The most effective form of performance-based budgeting includes a competitive bidding process, such as the kind used by the state of Washington, where both private and public agencies bid to provide public services.

In 2003, Washington faced a staggering $2.8 billion budget deficit — far too large to pass onto taxpayers. When desperate lawmakers agreed to let state agencies face competition for the first time, the results were stunning: increased efficiencies wiped out the entire deficit, producing a balanced budget at no extra cost to taxpayers.

Second, Nevada lawmakers must repeal “prevailing wage” laws, which artificially inflate labor costs for public construction projects annually by an average of 45 percent statewide, costing Nevadans hundreds of millions of dollars every year.
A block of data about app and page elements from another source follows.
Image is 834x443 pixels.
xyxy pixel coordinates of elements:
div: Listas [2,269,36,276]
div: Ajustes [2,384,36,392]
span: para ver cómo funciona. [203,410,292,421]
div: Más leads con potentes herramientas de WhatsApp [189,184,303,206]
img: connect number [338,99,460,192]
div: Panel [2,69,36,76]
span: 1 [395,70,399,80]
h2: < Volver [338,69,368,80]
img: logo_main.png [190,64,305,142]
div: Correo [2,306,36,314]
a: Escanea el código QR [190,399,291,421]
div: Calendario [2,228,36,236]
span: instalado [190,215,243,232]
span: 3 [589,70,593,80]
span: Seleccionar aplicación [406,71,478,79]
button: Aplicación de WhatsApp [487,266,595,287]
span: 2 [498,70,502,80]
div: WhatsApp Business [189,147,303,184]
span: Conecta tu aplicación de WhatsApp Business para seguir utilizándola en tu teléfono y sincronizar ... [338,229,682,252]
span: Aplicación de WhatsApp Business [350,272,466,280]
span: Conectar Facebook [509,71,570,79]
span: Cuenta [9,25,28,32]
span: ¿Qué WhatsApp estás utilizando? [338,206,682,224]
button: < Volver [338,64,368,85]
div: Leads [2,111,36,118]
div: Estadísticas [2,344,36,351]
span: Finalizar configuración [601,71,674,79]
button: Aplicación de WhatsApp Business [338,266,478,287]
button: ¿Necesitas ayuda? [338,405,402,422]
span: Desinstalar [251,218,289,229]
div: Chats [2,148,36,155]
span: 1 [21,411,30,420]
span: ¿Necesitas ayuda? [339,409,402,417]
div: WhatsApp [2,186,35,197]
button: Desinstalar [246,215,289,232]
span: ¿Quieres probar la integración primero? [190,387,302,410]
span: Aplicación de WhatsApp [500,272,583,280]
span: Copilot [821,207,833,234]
While prevailing wage benefits the trade unions who win these lucrative contracts, it remains an indefensible abuse of tax dollars.

The full cost of prevailing wage is revealed in the enormous amount of debt — which consists mostly of construction bonds — held by Nevada’s local governments.

At $23 billion, the combined debt of Nevada’s local governments comes in at 327 percent of their own-source revenue — a ratio 70 percent higher than the national average of 192 percent, according to the most recent data from the U.S. Census Bureau.

Consequently, nearly 13 percent of Nevada’s local governments’ own-source revenue was consumed by the $919 million interest payment on that debt — 60 percent greater than the 8 percent national average.

Before further burdening homeowners with excessive taxes, elected officials must first utilize all of the proven, money-saving options — such as those mentioned above — already available to them.

Robert Fellner is director of transparency research at the Nevada Policy Research Institute.